Tina (Alice Lowe) feels suffocated at home, trapped looking after an ailing mother whom we suspect was a nasty, unforgiving piece of work even before Tina accidentally killed their dog a year ago. So she leaps at the chance of a caravan holiday through the English countryside with unassuming new boyfriend Chris (Steve Oram), taking in such exciting sights as the Crich Tramway Museum and the Keswick Pencil Museum in what Chris promises will be an "erotic odyssey".
Tina's mother, bitter at being abandoned, warns Chris could be a killer for all she knows. Tina defends her beau's honour, but it turns out Mum's right - Chris is a bit of a sociopath, as we discover when a litter-bug gets on his nerves at the very first stop. As the trip continues, the body-count quickly escalates...
Lowe and Oram co-wrote the script in addition to playing the two leads, and in both capacities they shine. The script is overflowing with great one-liners, thrown away in such an understated way you never see them coming. But the characters are also relatable and engaging, elevating a serial killer comedy into an engaging story about fearing loneliness and emptiness as we age. Oram wonderfully captures both Chris's insecurity and the self-importance he projects to hide it, while Lowe's vulnerability and generosity of spirit makes us root for Tina even when her dimwittedness pushes believability. Only in the last few minutes does the script waver, with Chris's motivation in a final plot twist feeling a bit unlikely, but I'd had so much fun with the film by this point I was more than willing to roll with it.
The editing is a particular highlight. Jump-cutting has been part of Wheatley's style in previous films, but here the unexpected cuts out of scenes and particularly Wheatley's choice often to chop off music cues mid-flow is used to great comic effect (giving a rhythm not dissimilar to the films of Sightseer's Executive Producer Edgar Wright).
The blood flows freely, with victims being run over by caravans, pushed off cliffs and bridges, or bashed to death with tree branches. In most of these instances the actual moment of impact is only shown fleetingly, if at all, but you feel its full brutality nonetheless - thanks in particular to the sound department, who ensure no skull is caved in nor body smashed against the rocks without a loud sickening squelch to accompany it. But it's the aftermath of the murders that the shots really linger on, whether it's a body trapped under a car with blood spraying from its jugular, or another horrifically brutal glimpse of one victim's face completely collapsed from the force of Chris's blows.
Presumably the intention here was to create a tension by undercutting the film's comedy and reminding us that the characters we are laughing with really are killers.
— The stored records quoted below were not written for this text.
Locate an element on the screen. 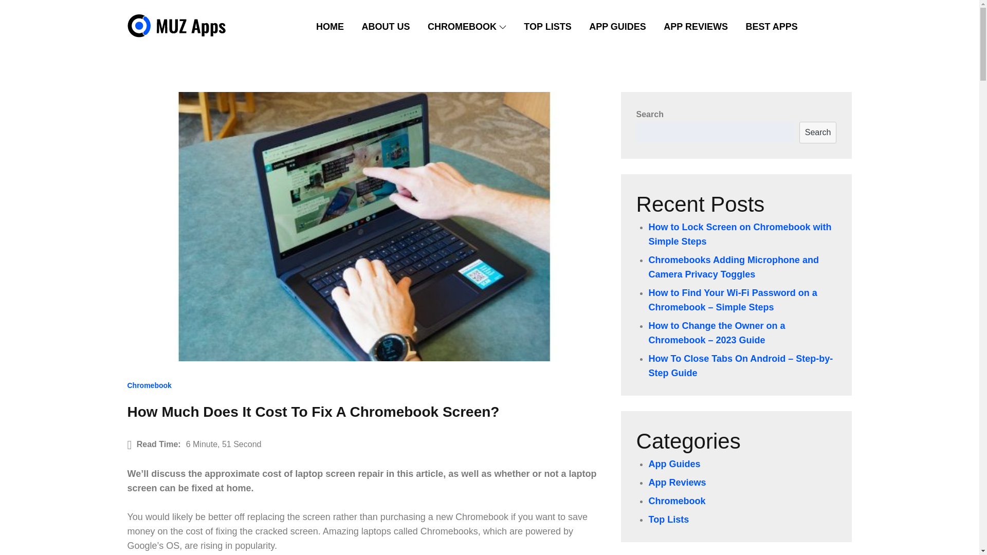 The image size is (987, 555). Chromebook is located at coordinates (149, 386).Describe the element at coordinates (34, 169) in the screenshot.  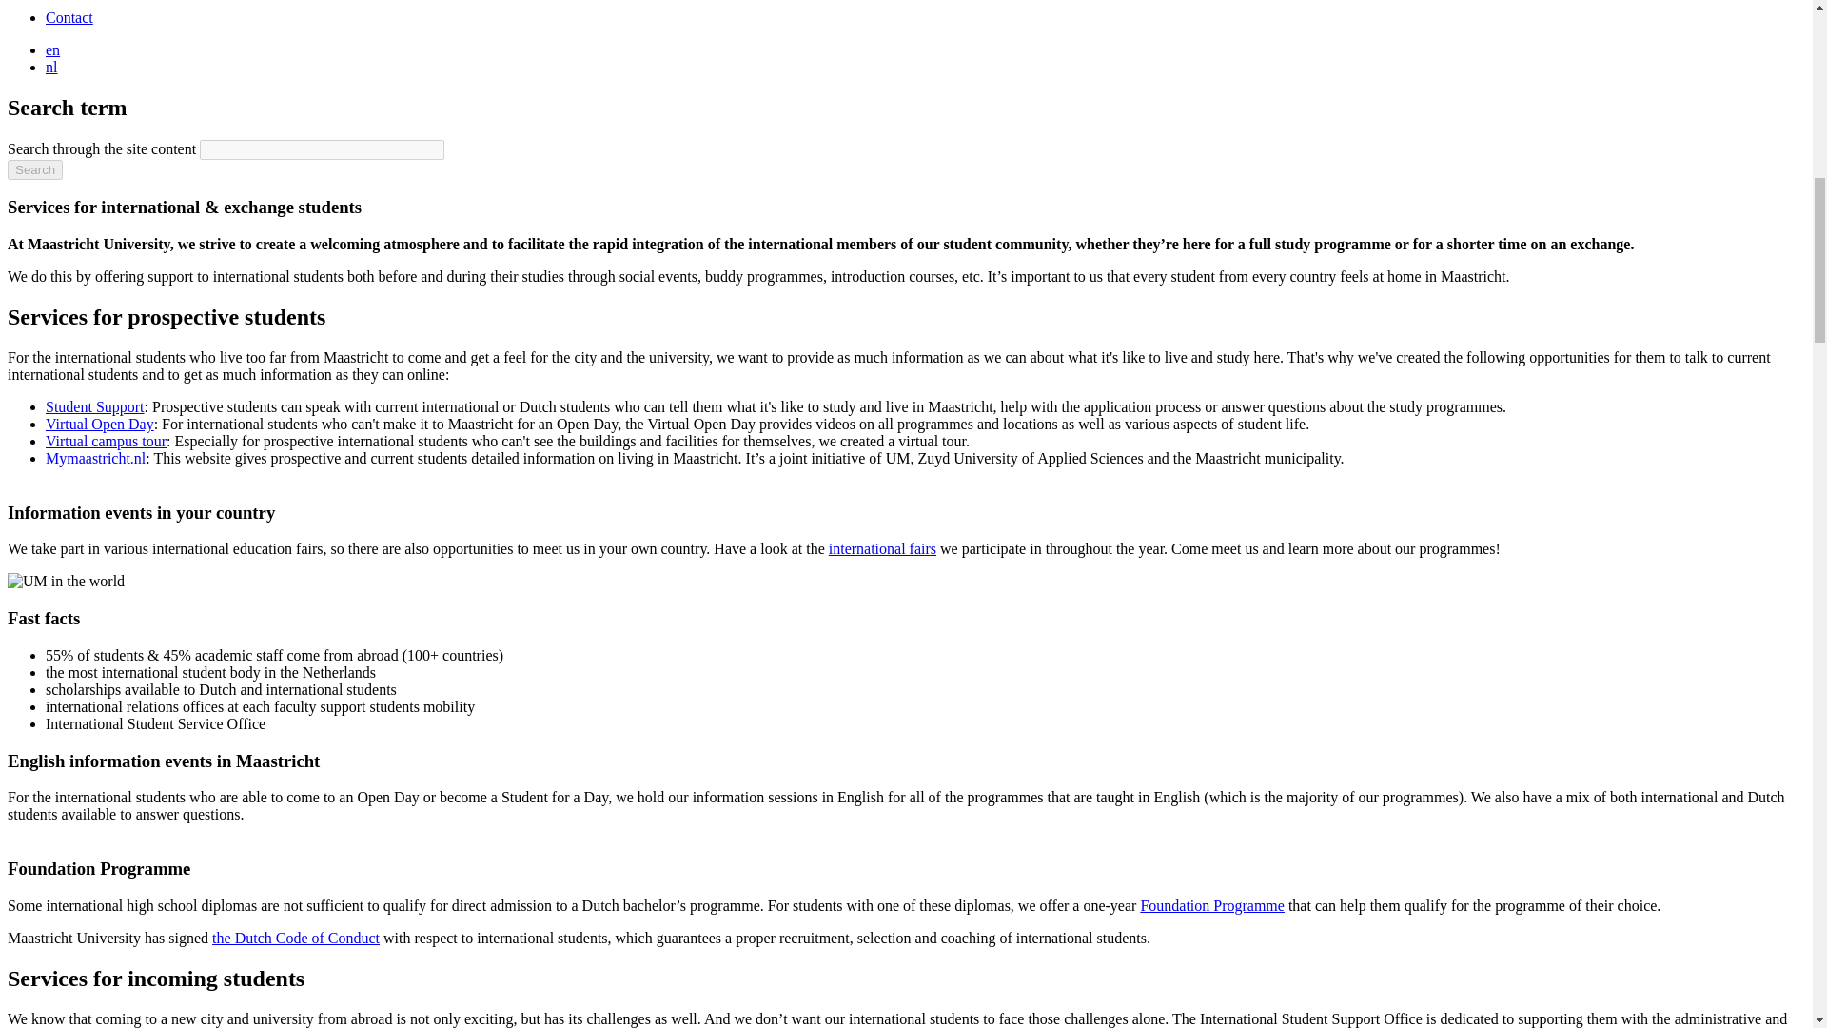
I see `Search` at that location.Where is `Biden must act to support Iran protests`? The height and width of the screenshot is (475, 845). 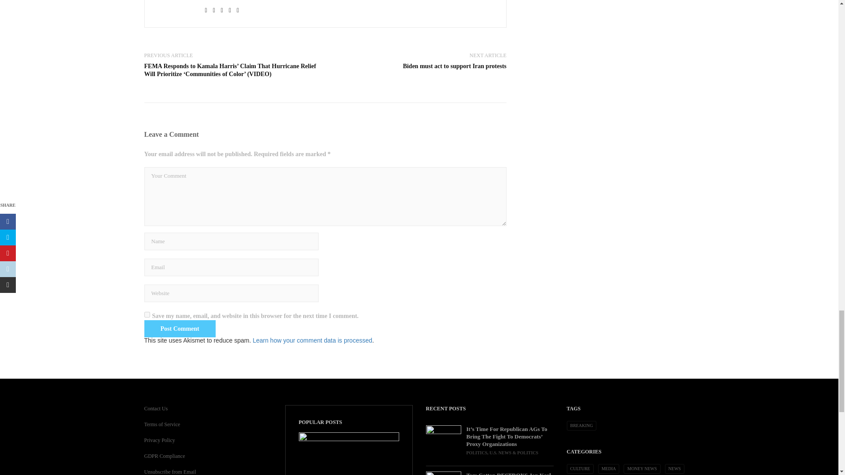 Biden must act to support Iran protests is located at coordinates (454, 66). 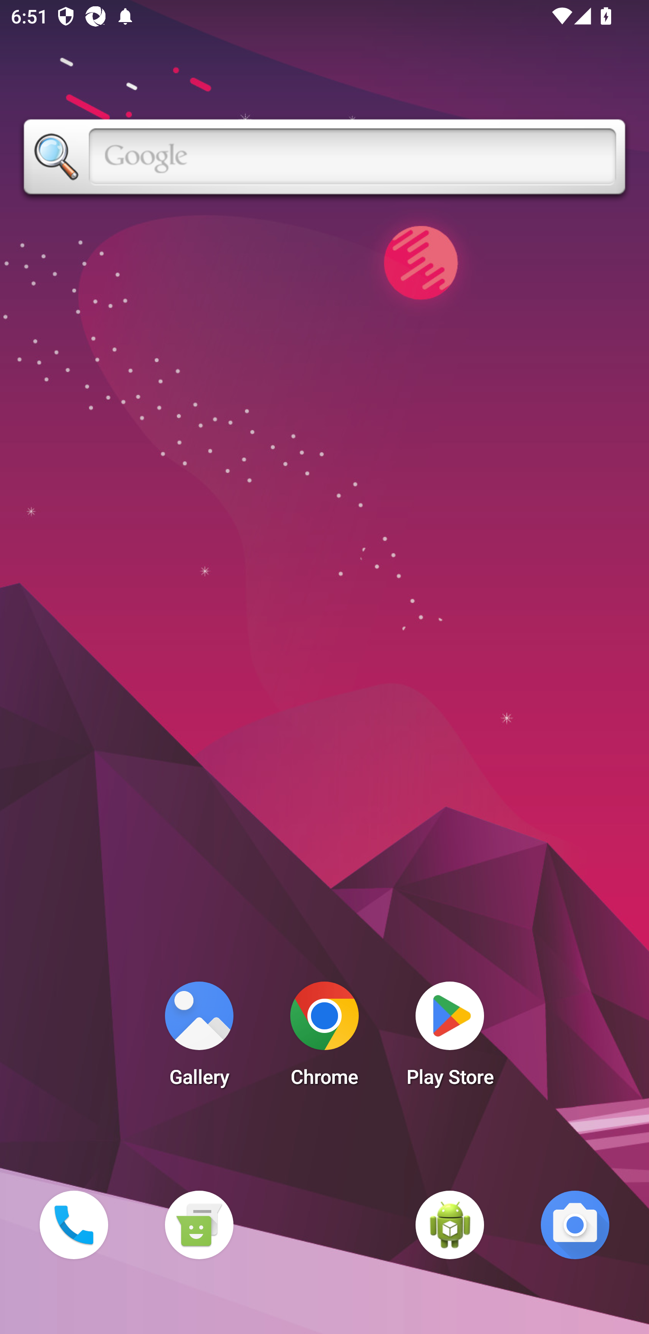 I want to click on Phone, so click(x=74, y=1225).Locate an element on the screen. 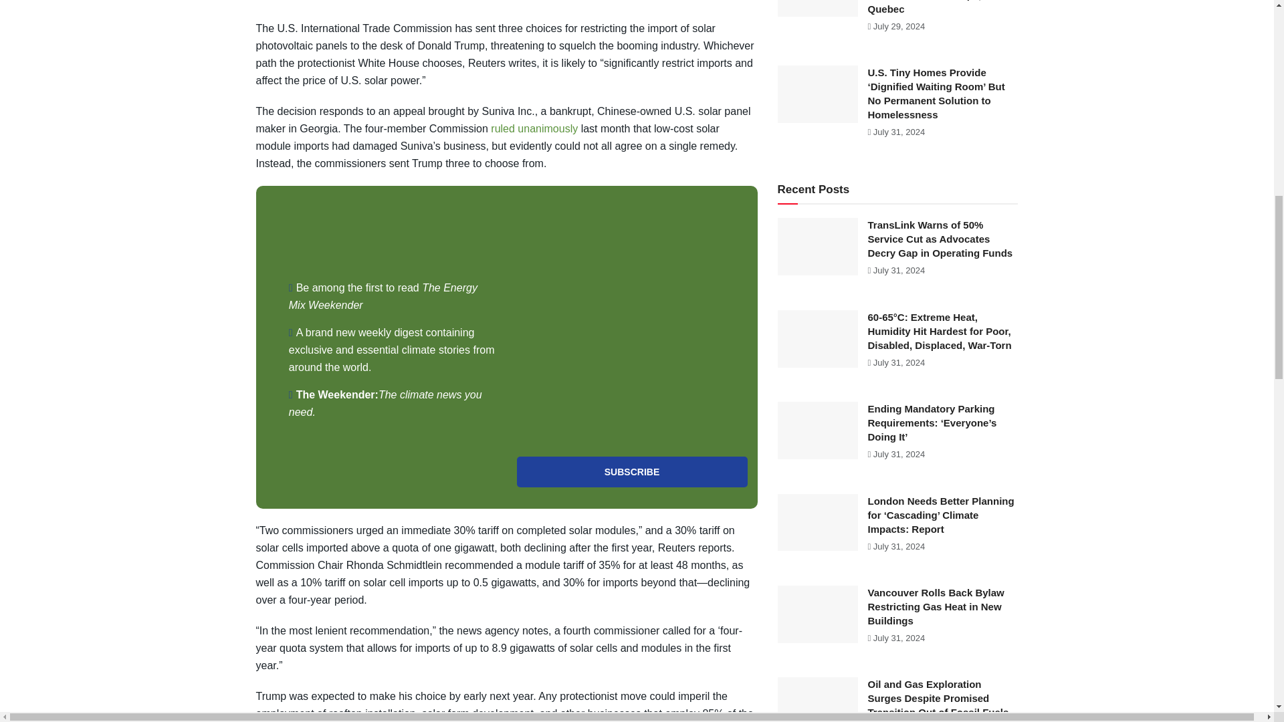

Viewed from that perspective, the violence is anything but gratuitous. Nevertheless the level of graphic detail in these few moments may discourage some of the broader international audience, beyond the horror crowd, that the film really deserves to attract.
Hopefully this doesn't happen though, because Sightseers really does deserve to become Ben Wheatley's breakthrough international hit. It's a twisted, hilarious delight.